Jimmy Eat World - Futures
The band doesn’t so much sound bored on Futures as they do out of ideas.
The last Jimmy Eat World album, Bleed American, started off with three of the best tracks the band had ever recorded. The blast of well formed angst of “Bleed American” followed by the driving sugary sweet pop of both “A Praise Chorus” (which managed to name check both Joan Jett and They Might Be Giants) and “The Middle.” Their newest, Futures, starts off with three of their worst. Their last album expressed a lyrical maturity that was fitting for the lean, intense pop punk the band was producing. On Futures' second track, “Just Tonight…” the band spouts locker room cliché (“put out / put up / or stay at home”), which manages to work perfectly with music that belongs on a Linkin Park album. I don’t think anyone could explain why, but this album just isn’t any good.
The problems with this album can’t even be pinpointed on one element- they’re all across the map. The song titles, such as “Kill,” “Work,” “Pain,” and, this isn’t a joke, “Drugs Or Me” might give one an idea about their depth, but that would be giving the band too much credit. The lyrical depth of this release is equal to a leaky kiddie pool. “Pain” steals everything but the lyrics from the title track of their last album, Bleed American, but while that song’s lyrics about medication (“I’m not crazy because I take the right pills every day”) were visceral, here they appear to be half-whine, half-excuse (The chorus consists the chant “It takes my pain away!”). The band that managed to transcend clichés here spouts lines that would make Hoobastank cringe, such as “I'll say it straight and plain / I know I've made mistakes / I've always been afraid,” from “Polaris.” Love songs can be truly beautiful, and Jimmy Eat World have written some pretty extraordinary ones, but their reliance on clichés ruin each and every generic attempt on this album.
And the music, God, the music. The band doesn’t so much sound bored on Futures as they do out of ideas. Jimmy Eat World have proved on their previous albums that you don’t need a lot of chords to make a memorable riff. This album adds on a key addendum to that rule- you may not need a lot of chords, but you need to make sure they’re the right ones. There is no memorable riff on the entire album- nothing worthy of singing in the shower, or even humming as it’s playing. And even worse, the album is overproduced, with multi-tracked vocals that should be nowhere near any album, much less a Jimmy Eat World album, much less one with as little substance as this one. Pop-punk is fast, immediate music that should not have a wall of sound in front of it. Even the instrumentation is sub-par. There are no guitar solos, a concept that would help break up the monotony of these songs, and the drumming and bass-work are 4/4 punk by the numbers.
The worst thing about this album, really, is not that it’s lousy. It’s, still, in its sorry state, probably the second best mainstream pop-punk album to come out this year, behind the excellent album by Green Day. The album is so entirely frustrating for a different reason: because where their past albums made pop punk that would stay with you, each and every song on Futures is predictable, replaceable, and worst of all for the band, entirely forgettable.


[EXERCISE DESCRIPTION]
Please begin with the line containing "The image size" and reproduce each line exactly until the records below end, without any pictures.

(EXTRACTED MATERIAL Opens)

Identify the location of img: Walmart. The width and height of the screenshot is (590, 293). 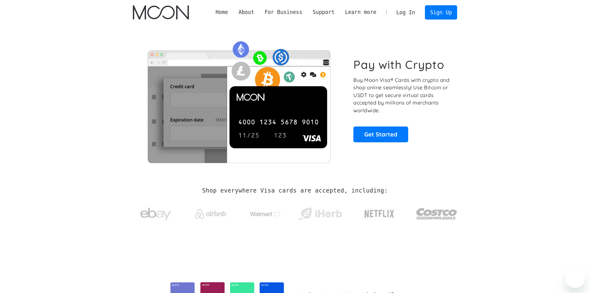
(266, 214).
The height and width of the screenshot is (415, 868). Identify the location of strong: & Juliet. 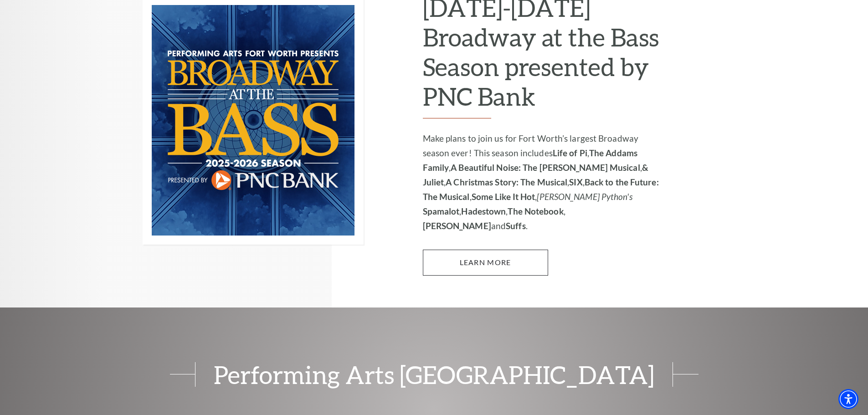
(536, 175).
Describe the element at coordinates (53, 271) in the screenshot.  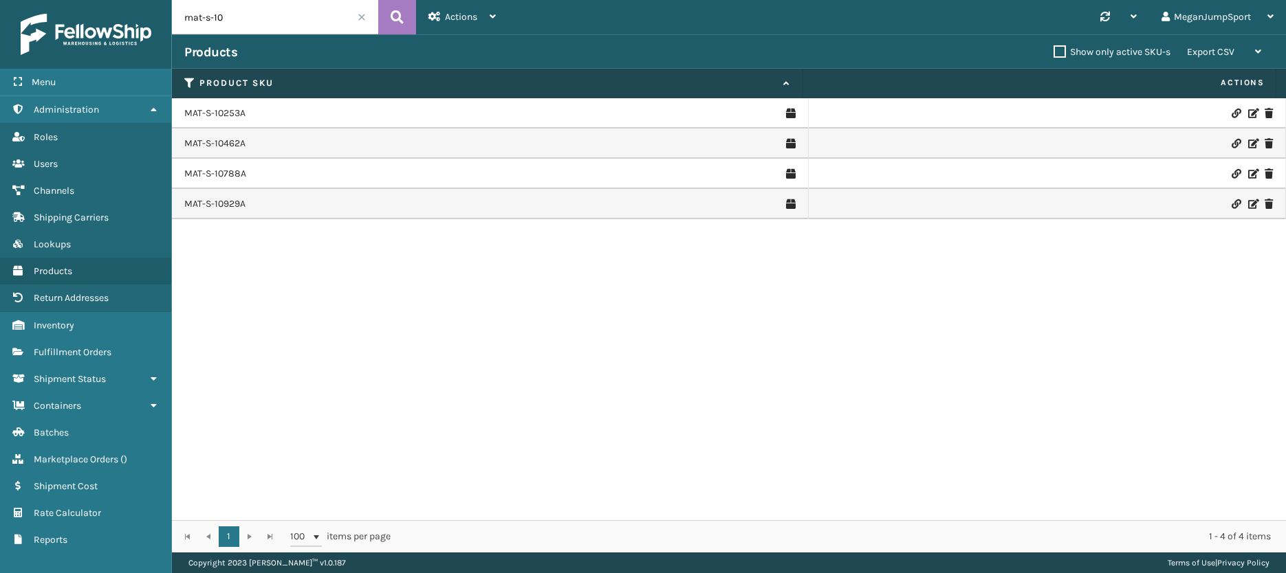
I see `span: Products` at that location.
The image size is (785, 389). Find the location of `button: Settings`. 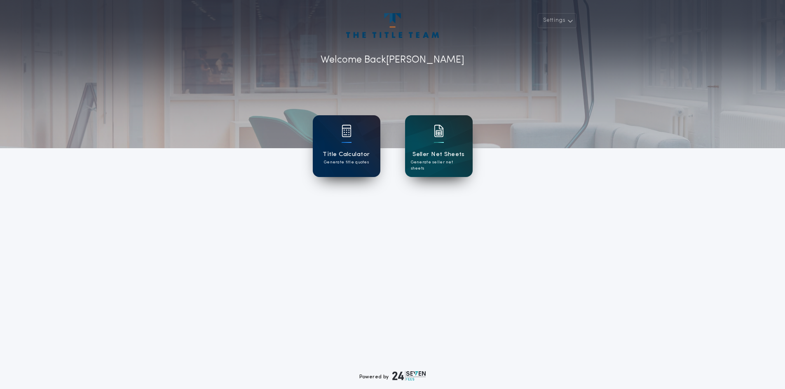

button: Settings is located at coordinates (557, 21).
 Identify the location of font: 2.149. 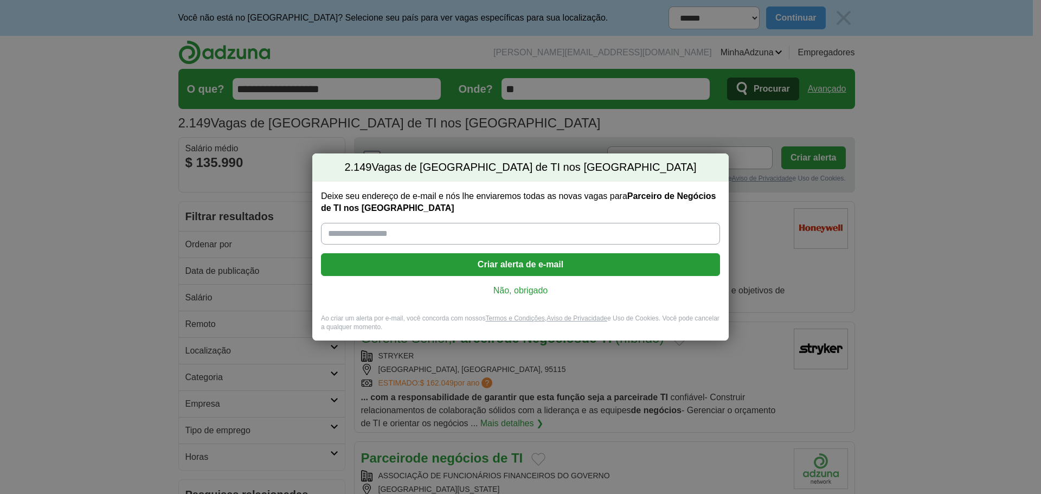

(EXTRACTED MATERIAL Closes)

[FINISHED TASK]
The image size is (785, 389). Find the location of `button: Settings`. 

button: Settings is located at coordinates (557, 21).
 Identify the location of font: 2.149. 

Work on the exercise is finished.